Asked if he was optimistic the statue would make it to the White House, Pica said, “Cautiously optimistic, yes.” The exact timing for any planned installation was unclear, he said, though he added, “possibly within two weeks.”
Maryland state Delaware Nino Mangione, a Republican who has worked with the Italian American group to find the statue a new home after it was pulled from the harbor, also confirmed the plans for the statue, which were first reported earlier Wednesday by The Washington Post.
The White House declined to comment to the AP on plans for the statue but reaffirmed Trump’s affinity for Columbus, whose legacy has shifted as historians and educators amplify how white European figures and their descendants treated Native Americans and enslaved Africans to develop the New World.
“In this White House, Christopher Columbus is a hero,” said Trump spokesman David Ingle. “And he will continue to be honored as such by President Trump.”
Trump wants to put his own stamp on American history ahead of big anniversary celebration
For Pica and his group, the statue’s Washington placement would celebrate a famous Italian who holds iconic status among Italian Americans. For Trump, it would be another move to reshape the telling of US history as the nation marks the 250th anniversary of the signing of the Declaration of Independence.
Trump endorses a traditional view of Columbus as leader of the 1492 mission that marked the unofficial beginning of European colonization in the Americas and the development of the modern economic and political order.
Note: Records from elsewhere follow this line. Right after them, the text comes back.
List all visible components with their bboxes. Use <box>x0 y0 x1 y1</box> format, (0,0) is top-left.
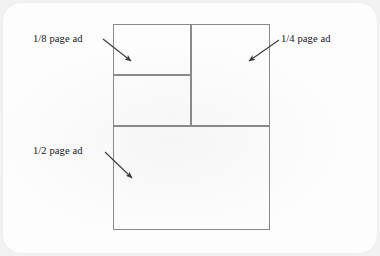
page-layout-diagram <box>113 24 270 230</box>
ad-region-eighth-top <box>113 24 191 75</box>
label-quarter-page-ad: 1/4 page ad <box>281 33 331 44</box>
ad-region-eighth-bottom <box>113 75 191 126</box>
screenshot-root: 1/8 page ad 1/4 page ad 1/2 page ad <box>0 0 380 256</box>
label-eighth-page-ad: 1/8 page ad <box>33 33 83 44</box>
label-half-page-ad: 1/2 page ad <box>33 145 83 156</box>
ad-region-quarter <box>191 24 270 126</box>
ad-region-half <box>113 126 270 230</box>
But in recent years, Columbus also been recognized as a primary example of Western Europe’s conquest of the New World, its resources and its native people.
The statue now headed to Washington is a replica of one toppled by protesters on July 4, 2020, and thrown into Baltimore’s Inner Harbor after anger boiled over following the death of George Floyd at the hands of police. It was one of many statues of Columbus that were vandalized around the same time, with protesters saying the Italian explorer was responsible for the genocide and exploitation of native peoples in the Americas.
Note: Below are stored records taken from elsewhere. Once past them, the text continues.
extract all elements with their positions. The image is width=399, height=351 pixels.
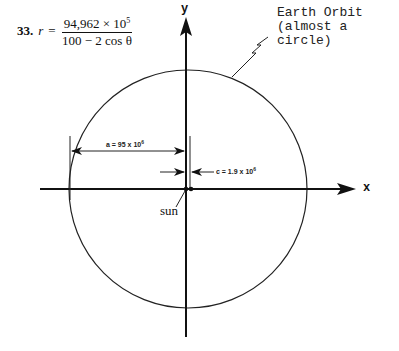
orbit-equation: 33. r = 94,962 × 105 100 − 2 cos θ	[17, 14, 132, 48]
c-value-exponent: 6	[253, 166, 256, 172]
fraction-numerator: 94,962 × 105	[62, 14, 133, 33]
c-value-label: c = 1.9 x 106	[216, 166, 256, 175]
diagram-canvas	[0, 0, 399, 351]
numerator-exponent: 5	[126, 16, 130, 25]
numerator-base: 94,962 × 10	[64, 16, 127, 31]
orbit-label-line2: (almost a circle)	[277, 20, 399, 48]
equation-fraction: 94,962 × 105 100 − 2 cos θ	[62, 14, 133, 48]
a-value-exponent: 6	[141, 139, 144, 145]
equation-variable: r	[38, 23, 43, 39]
center-point	[184, 187, 189, 192]
y-axis-label: y	[181, 2, 188, 16]
orbit-label: Earth Orbit (almost a circle)	[277, 6, 399, 48]
fraction-denominator: 100 − 2 cos θ	[62, 33, 132, 48]
c-value-text: c = 1.9 x 10	[216, 168, 253, 175]
orbit-label-line1: Earth Orbit	[277, 6, 399, 20]
zigzag-leader-icon	[232, 37, 268, 77]
a-value-text: a = 95 x 10	[106, 141, 141, 148]
problem-number: 33.	[17, 23, 33, 39]
sun-label: sun	[160, 203, 178, 219]
orbit-diagram: 33. r = 94,962 × 105 100 − 2 cos θ Earth…	[0, 0, 399, 351]
a-value-label: a = 95 x 106	[106, 139, 144, 148]
sun-point	[189, 187, 194, 192]
x-axis-label: x	[363, 181, 370, 195]
equals-sign: =	[48, 23, 55, 39]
“I was there when we got it out of the harbor,” Mangione said, adding that artist Will Hemsley used parts of the old statue, first unveiled during Ronald Reagan’s presidency, “to build and restore a beautiful, brand new statue.”
In recent years, some individuals, institutions and government entities have displaced Columbus Day with recognition of Indigenous Peoples Day. President Joe Biden in 2021 became the first US president to mark Indigenous Peoples Day with a proclamation.
The statue may not be permanent
Pica emphasized that his group is lending the statue and would reclaim it if a future administration wanted it taken down.
Trump dismisses the shift on Columbus as “left-wing arsonists” bending history and twisting Americans’ collective memory. “I’m bringing Columbus Day back from the ashes.,” he declared last April. Echoing his 2024 campaign rhetoric, he complained that “Democrats did everything possible to destroy Christopher Columbus, his reputation, and all of the Italians that love him so much.”
Trump issued a Columbus Day proclamation last October and ignored Indigenous Peoples Day. He praised Columbus as “the original American hero, a giant of Western civilization, and one of the most gallant and visionary men to ever walk the face of the earth.”
That tribute reflected Trump’s broader take on history. Last spring, he signed an executive order titled “Restoring Truth and Sanity to American History,” which bemoaned “a concerted and widespread effort to rewrite our Nation’s history” in a way that misrepresents the US “as inherently racist, sexist, oppressive, or otherwise irredeemably flawed.”
Since the order, the administration has demanded a comprehensive review of exhibits across all Smithsonian museums and pushed Executive Branch agencies and state and local entities — especially colleges, universities and schools — that receive federal funding to roll back their diversity initiatives.